As we wrap up this first year of 2023, it's time to think through how your reflections on 2022 will transform into your goals in 2023. As a leader, I urge you to consider the role these three important areas will play in your goals.
Workplace Flexibility
For the best leaders and teams, workplace flexibility is never a problem. The best leaders set and articulate clear expectations, typically in cooperation and collaboration with their team. These expectations provide the framework that allows the employee to decide where their work is best performed.
Sadly, the poorest leaders often wield workplace flexibility like a carrot/stick tool rather than as a standard part of employee expectations today. Post COVID in the white collar sectors that I work with, where direct face-to-face customer support is not an expectation and teams have normed their performance to succeed in digital environments, workplace flexibility should be an expectation.
For the leader coming into 2023 three specific keys should be considered regarding workplace flexibility:
Are your leaders enabled with the skills they need to lead workers in a flexible environment - one that is not fully remote and not fully traditional?
Have you updated job descriptions and recruitment pages with an accurate description of flexibility available in your environment?
Have you evaluated the use of workplace flexibility in your organization to ensure there are no inequities in application of policies and procedures?
Job Pathways and Growth
A coaching client I work with from time to time brought me a classic challenge - a new role was created in their organization that has a job description with duplicative roles to some of the roles in my client's job description. To make this classic problem worse, another colleague in my client's office also has job roles that are duplicated in this new job description. And, to make this even worse, the new job role is a supervisory role to both of these positions and has lower educational and skill requirements than either of the two incumbent positions.
I call this a classic problem because particularly in large complex organizations that have gone through multiple acquisitions, mergers, and/or changes in organization this problem is common unless human resources leadership has consistently taken an active role in ensuring that new roles are created in a logical manner.
This is frustrating enough to my client and her colleague who - whether intentional or not - are getting a message that their education and experience is not valued in the leadership of this team. These two individuals are certainly not new to the workforce. However, as Gen Z graduates from college and joins our organizations, they want clear job pathways and growth opportunities. This kind of classical haphazard approach to job roles is not going to meet the needs of this new generation.
Here are three things you can do to take a considered look at - and more importantly - address issues in your employee job roles:
Review the job roles in your team and identify any duplication of responsibilities. Where duplication exists, explicitly document the specific activities of each role.
Ensure your organization has clearly delineated responsibilities typically assigned by job classification/level.
Map the pathways for new hires into your organization. Create visual representations that show the pathways and requirements to move along the pathways in your organization.
Mental Health
Each of these two elements play roles in the mental health of employees - which contributes to the overall health of your organization. According to APA's 2022 Work and Well-being survey, 81% of workers will consider available mental health support when deciding on jobs to take. This correlates with the fact that 84% of respondents said that their workplace contributed to at least one mental health challenge.
The U.S. Surgeon General recently released a comprehensive report outlining five steps - centered on worker voice and equity - needed to make our workplaces better for the mental health of all of our employees. Those five steps - again centered on Worker Voice and Equity - are:
Protection from Harm
Opportunity for Growth
Mattering at Work
Work-Life Harmony
Connection & Community
The Surgeon General Report contains this image that summarizes these themes.
Here are three things to consider to improve the opportunities for your employees to enjoy positive mental health in your organization:
Review the Surgeon General Report. Inventory existing programs and services against the surgeon general's report. Identify areas where no policies, practices, and/or programs exist.
Assess how you engage employees routinely and regularly. In an organization centered on worker voice and equity there are regular and routine employee communication loops that everyone expects and understands. Where these don't exist, engage employees to identify what would work best and start with 90 day experiments to test and evaluate how these new tools and/or procedures work.
Address the previous two issues in meaningful ways as both of these play roles in these five areas.
As you begin 2023, what other areas are on your leadership radar?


### Aim of the task
Show, from the records below, all lines that contain the word "plot".

*** Opening Exercise material ***

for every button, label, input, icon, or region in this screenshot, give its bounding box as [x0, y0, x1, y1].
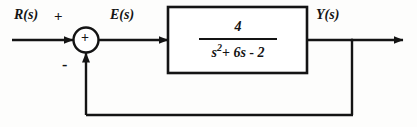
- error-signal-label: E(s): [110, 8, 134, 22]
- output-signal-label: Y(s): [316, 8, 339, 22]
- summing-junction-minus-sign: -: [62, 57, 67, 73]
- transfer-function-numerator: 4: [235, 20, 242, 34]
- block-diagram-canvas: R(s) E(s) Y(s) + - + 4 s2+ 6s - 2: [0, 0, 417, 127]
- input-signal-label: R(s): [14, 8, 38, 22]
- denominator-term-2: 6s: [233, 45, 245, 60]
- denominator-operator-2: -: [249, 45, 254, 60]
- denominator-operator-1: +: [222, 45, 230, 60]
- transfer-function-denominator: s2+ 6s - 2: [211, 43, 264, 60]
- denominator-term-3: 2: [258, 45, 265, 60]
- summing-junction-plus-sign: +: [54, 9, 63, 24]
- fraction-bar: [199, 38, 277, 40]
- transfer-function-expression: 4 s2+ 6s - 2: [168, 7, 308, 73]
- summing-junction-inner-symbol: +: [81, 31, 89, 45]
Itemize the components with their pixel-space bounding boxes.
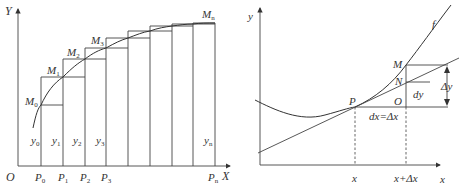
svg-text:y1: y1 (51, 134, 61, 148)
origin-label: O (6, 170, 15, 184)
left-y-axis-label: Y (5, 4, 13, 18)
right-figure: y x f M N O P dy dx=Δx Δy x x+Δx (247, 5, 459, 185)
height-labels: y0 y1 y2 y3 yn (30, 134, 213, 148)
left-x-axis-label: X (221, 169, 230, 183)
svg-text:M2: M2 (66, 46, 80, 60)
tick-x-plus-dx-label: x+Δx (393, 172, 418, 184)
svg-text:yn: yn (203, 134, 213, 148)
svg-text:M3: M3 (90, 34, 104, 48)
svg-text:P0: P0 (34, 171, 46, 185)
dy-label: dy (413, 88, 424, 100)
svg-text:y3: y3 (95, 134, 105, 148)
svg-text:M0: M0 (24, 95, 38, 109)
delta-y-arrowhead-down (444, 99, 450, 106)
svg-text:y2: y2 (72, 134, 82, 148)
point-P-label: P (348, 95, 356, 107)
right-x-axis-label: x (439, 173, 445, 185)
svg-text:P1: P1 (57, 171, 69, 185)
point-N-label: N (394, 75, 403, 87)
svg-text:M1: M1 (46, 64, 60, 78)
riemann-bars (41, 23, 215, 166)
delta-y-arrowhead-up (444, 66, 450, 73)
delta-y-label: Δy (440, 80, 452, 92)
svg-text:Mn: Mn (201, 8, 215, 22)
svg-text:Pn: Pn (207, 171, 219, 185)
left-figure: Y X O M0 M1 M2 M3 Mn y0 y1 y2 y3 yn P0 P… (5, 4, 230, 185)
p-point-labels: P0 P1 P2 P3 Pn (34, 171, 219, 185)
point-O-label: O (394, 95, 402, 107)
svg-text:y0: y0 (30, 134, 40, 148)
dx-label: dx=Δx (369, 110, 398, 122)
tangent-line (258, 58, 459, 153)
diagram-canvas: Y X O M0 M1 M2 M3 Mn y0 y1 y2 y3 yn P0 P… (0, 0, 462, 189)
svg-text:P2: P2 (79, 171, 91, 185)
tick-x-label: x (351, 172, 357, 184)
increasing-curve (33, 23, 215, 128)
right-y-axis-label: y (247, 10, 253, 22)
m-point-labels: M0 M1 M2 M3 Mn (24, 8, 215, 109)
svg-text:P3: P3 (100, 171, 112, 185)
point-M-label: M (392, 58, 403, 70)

*** Closing Exercise material ***
*** Opening Exercise material ***

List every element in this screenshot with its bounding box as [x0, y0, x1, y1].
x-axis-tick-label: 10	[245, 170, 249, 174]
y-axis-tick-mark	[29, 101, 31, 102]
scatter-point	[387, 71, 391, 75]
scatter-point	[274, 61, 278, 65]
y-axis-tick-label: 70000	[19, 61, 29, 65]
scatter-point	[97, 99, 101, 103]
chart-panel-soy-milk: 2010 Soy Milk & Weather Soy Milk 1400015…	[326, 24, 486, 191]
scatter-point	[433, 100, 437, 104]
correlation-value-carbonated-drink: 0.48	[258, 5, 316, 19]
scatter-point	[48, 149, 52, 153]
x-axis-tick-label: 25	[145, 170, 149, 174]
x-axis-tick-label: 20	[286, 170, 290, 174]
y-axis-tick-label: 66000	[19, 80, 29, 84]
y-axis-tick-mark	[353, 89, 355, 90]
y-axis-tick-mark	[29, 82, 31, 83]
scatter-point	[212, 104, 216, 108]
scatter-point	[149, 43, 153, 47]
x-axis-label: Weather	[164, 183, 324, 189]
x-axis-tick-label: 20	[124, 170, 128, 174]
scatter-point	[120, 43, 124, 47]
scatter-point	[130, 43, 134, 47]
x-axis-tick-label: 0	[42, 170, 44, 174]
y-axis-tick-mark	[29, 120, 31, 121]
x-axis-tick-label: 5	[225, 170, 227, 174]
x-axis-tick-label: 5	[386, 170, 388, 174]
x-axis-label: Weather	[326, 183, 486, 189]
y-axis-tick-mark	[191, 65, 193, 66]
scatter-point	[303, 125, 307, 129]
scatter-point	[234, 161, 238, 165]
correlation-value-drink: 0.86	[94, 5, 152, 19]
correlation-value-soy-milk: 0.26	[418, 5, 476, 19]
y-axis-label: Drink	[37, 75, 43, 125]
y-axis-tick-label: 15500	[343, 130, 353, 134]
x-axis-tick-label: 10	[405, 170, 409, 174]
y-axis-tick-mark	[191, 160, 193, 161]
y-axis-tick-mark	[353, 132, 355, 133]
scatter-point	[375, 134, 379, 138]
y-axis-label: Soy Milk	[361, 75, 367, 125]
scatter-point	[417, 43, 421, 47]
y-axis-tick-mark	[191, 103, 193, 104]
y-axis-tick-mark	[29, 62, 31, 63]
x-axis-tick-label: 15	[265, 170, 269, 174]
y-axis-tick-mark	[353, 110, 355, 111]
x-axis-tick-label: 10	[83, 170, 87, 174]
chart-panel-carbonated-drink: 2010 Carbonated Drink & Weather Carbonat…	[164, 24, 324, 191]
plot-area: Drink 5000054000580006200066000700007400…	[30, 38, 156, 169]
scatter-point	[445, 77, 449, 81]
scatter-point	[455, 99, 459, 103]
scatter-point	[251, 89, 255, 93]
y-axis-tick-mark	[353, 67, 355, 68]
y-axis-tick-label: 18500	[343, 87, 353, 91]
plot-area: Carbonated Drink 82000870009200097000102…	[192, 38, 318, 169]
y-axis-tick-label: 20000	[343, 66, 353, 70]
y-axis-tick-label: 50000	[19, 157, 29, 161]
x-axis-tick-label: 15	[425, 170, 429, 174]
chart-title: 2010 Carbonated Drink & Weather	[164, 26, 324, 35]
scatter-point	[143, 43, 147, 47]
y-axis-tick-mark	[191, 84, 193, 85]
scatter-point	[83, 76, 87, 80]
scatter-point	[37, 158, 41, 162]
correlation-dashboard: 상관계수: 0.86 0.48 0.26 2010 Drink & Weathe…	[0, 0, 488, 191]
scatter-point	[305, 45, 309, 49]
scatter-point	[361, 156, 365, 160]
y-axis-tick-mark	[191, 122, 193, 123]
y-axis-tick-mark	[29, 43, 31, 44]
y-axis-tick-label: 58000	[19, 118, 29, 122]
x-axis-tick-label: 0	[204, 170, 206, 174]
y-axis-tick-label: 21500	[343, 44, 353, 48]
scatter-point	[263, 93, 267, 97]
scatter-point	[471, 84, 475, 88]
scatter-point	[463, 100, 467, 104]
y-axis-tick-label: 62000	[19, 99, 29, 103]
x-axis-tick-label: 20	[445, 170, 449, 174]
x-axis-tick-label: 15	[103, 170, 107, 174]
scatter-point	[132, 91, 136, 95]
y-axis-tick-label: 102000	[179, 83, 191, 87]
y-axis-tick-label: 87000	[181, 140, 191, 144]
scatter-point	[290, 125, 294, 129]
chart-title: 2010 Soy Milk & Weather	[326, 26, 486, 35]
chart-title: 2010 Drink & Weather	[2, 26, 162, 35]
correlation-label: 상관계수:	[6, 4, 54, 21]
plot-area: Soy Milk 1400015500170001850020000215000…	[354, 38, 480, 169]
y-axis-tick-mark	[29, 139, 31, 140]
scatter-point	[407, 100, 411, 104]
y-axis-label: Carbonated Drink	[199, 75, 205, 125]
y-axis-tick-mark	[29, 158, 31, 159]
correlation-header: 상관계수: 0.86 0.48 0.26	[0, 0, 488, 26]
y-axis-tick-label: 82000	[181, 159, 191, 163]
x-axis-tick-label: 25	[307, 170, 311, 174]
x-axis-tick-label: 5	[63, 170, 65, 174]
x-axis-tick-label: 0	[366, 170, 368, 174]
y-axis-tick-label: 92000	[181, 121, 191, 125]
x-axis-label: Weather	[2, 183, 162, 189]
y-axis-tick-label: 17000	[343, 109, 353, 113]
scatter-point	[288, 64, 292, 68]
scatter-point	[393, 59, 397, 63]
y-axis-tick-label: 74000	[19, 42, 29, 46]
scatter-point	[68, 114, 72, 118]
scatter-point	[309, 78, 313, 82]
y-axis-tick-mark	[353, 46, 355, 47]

*** Closing Exercise material ***

### Answer to this problem
plot-area: Drink 5000054000580006200066000700007400…	[30, 38, 156, 169]
plot-area: Carbonated Drink 82000870009200097000102…	[192, 38, 318, 169]
plot-area: Soy Milk 1400015500170001850020000215000…	[354, 38, 480, 169]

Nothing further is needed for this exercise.